I'm helping out my gardening group with their website. Just a few small modifications and clean-up (that's the plan, anyway).
When I went over last night to the lady who's been doing the 'webadmin' for the last year or two for a handover, though, she mentioned that next gardening meeting they were going to have members talk briefly about tips and advice on something they were good at growing. I commented that I wasn't very good at growing anything at all (except maybe weeds), but then I realised that the things that do SPECTACULARLY WELL on my piece of land are...stone fruit trees.
I have about 8 stone fruit trees on my property:
- 1 dual stonefruit (white peach/yellow nectarine)
- 2 single stonefruit trees planted in a single hole (yellow peach and white nectarine)
- 1 dual plum (mariposa/blood)
- 1 quartet stonefruit (apricot/plum/nectarine/donut peach)
- 1 cherry
- 1 donut peach
- 1 apricot
With the exception of the cherry they're all flowering like there's no tomorrow. Last year, even after crazy dry weather, there was still a lot of fruit. The only reason I didn't manage very good return harvests is because the fruit fly got me like whoa. (And I'm going to have to start taking action soon if I don't want another harvest that goes almost entirely to the fruit flies...
Right now, even the mature apricot that I only put in the soil barely four weeks ago is starting to bud and flower. I mean, I dug out the soil, watered it in, added loads of compost and horse manure, and then watered it in with fish emulsions once a week for a month, but still...I was expecting it to take a little longer to start getting its flowers out! I'm not complaining, I love apricots, and I particularly love fresh ones!
The thing is...I haven't done very much for my stone fruit trees. No special mulches or composts, no particular feeding, mostly just watering. They just thrive in my soil. (Meanwhile, the avocados and the citrus are dying in droves. Don't ask. I seem to have an avocado black thumb, which is DIRE because I LOVE avocados.)
However, talking with neighbours and doing some research around the history of this area, I've learned that the area was once farmland. Specifically, an orchard. Before the suburb became suburbia, it was a stone fruit orchard! So the soil is already leaning towards being good for stone fruits in spite of whatever things have been done to the land in the sixty years since then, and I don't have to do anything to help my stone fruit trees along!
But, see, that's not really something you can give advice on. "Move to my suburb and you can grow nectarines!"
Although I guess it could be a lesson regarding learning about your soil and what's likely to grow there before planting it out, or else how the history of a land can affect the present?
When I went over last night to the lady who's been doing the 'webadmin' for the last year or two for a handover, though, she mentioned that next gardening meeting they were going to have members talk briefly about tips and advice on something they were good at growing. I commented that I wasn't very good at growing anything at all (except maybe weeds), but then I realised that the things that do SPECTACULARLY WELL on my piece of land are...stone fruit trees.
I have about 8 stone fruit trees on my property:
- 1 dual stonefruit (white peach/yellow nectarine)
- 2 single stonefruit trees planted in a single hole (yellow peach and white nectarine)
- 1 dual plum (mariposa/blood)
- 1 quartet stonefruit (apricot/plum/nectarine/donut peach)
- 1 cherry
- 1 donut peach
- 1 apricot
With the exception of the cherry they're all flowering like there's no tomorrow. Last year, even after crazy dry weather, there was still a lot of fruit. The only reason I didn't manage very good return harvests is because the fruit fly got me like whoa. (And I'm going to have to start taking action soon if I don't want another harvest that goes almost entirely to the fruit flies...
Right now, even the mature apricot that I only put in the soil barely four weeks ago is starting to bud and flower. I mean, I dug out the soil, watered it in, added loads of compost and horse manure, and then watered it in with fish emulsions once a week for a month, but still...I was expecting it to take a little longer to start getting its flowers out! I'm not complaining, I love apricots, and I particularly love fresh ones!
The thing is...I haven't done very much for my stone fruit trees. No special mulches or composts, no particular feeding, mostly just watering. They just thrive in my soil. (Meanwhile, the avocados and the citrus are dying in droves. Don't ask. I seem to have an avocado black thumb, which is DIRE because I LOVE avocados.)
However, talking with neighbours and doing some research around the history of this area, I've learned that the area was once farmland. Specifically, an orchard. Before the suburb became suburbia, it was a stone fruit orchard! So the soil is already leaning towards being good for stone fruits in spite of whatever things have been done to the land in the sixty years since then, and I don't have to do anything to help my stone fruit trees along!
But, see, that's not really something you can give advice on. "Move to my suburb and you can grow nectarines!"
Although I guess it could be a lesson regarding learning about your soil and what's likely to grow there before planting it out, or else how the history of a land can affect the present?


WORK REQUIRED.
Return, from the material below, each line in which "pixels" occurs.

RECORDED INFORMATION.
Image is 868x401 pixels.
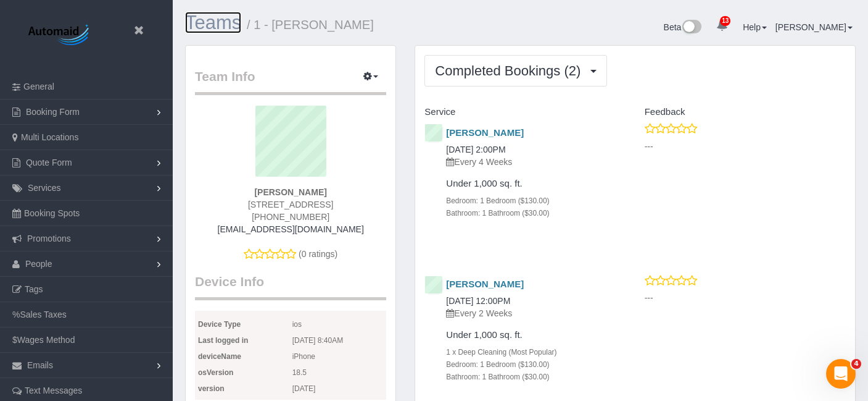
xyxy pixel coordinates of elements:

==

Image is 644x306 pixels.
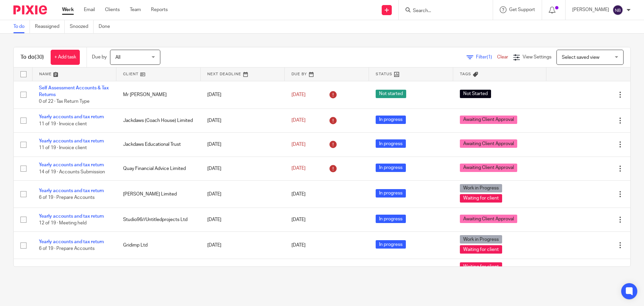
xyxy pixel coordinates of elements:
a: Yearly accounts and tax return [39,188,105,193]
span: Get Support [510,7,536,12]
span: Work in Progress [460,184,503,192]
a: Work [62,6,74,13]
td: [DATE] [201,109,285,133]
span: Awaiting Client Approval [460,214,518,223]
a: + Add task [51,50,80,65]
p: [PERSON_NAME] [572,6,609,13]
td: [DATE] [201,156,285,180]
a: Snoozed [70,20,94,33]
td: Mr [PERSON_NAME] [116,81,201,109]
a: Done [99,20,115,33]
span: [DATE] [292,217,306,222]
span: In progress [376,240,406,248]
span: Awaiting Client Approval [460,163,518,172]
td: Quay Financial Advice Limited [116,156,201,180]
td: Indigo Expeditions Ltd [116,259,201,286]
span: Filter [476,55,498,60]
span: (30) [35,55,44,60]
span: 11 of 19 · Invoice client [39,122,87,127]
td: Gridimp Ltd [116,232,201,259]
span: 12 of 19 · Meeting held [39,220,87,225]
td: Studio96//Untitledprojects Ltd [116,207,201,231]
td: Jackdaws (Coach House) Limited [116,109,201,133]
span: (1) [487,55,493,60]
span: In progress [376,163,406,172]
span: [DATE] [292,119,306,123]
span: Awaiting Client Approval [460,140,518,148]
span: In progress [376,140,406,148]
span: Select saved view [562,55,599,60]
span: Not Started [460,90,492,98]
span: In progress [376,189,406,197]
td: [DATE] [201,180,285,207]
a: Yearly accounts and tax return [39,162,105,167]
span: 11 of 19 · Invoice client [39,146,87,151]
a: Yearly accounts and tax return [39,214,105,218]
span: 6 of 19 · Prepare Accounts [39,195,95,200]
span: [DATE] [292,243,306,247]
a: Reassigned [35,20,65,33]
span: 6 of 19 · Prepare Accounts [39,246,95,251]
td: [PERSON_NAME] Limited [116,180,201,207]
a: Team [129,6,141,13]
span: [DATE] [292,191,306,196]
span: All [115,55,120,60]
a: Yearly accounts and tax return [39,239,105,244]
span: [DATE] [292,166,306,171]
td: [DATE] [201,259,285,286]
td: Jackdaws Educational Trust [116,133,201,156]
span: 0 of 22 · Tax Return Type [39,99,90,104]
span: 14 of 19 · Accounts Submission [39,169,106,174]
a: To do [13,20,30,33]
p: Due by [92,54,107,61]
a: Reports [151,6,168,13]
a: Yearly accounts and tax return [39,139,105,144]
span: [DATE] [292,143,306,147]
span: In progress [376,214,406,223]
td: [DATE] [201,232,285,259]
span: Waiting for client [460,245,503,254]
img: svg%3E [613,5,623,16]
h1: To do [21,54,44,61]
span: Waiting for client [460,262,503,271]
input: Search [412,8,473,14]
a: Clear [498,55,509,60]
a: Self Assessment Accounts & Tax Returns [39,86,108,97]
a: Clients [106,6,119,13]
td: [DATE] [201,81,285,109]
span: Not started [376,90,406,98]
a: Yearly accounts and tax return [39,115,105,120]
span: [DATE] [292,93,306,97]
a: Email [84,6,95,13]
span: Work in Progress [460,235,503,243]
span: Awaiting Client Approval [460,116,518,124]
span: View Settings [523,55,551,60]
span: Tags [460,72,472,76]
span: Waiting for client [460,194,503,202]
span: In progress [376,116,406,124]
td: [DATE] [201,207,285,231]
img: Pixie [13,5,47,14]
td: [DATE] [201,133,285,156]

RESPONSE BELOW.
Image is 868x401 pixels.
Image is 644x306 pixels.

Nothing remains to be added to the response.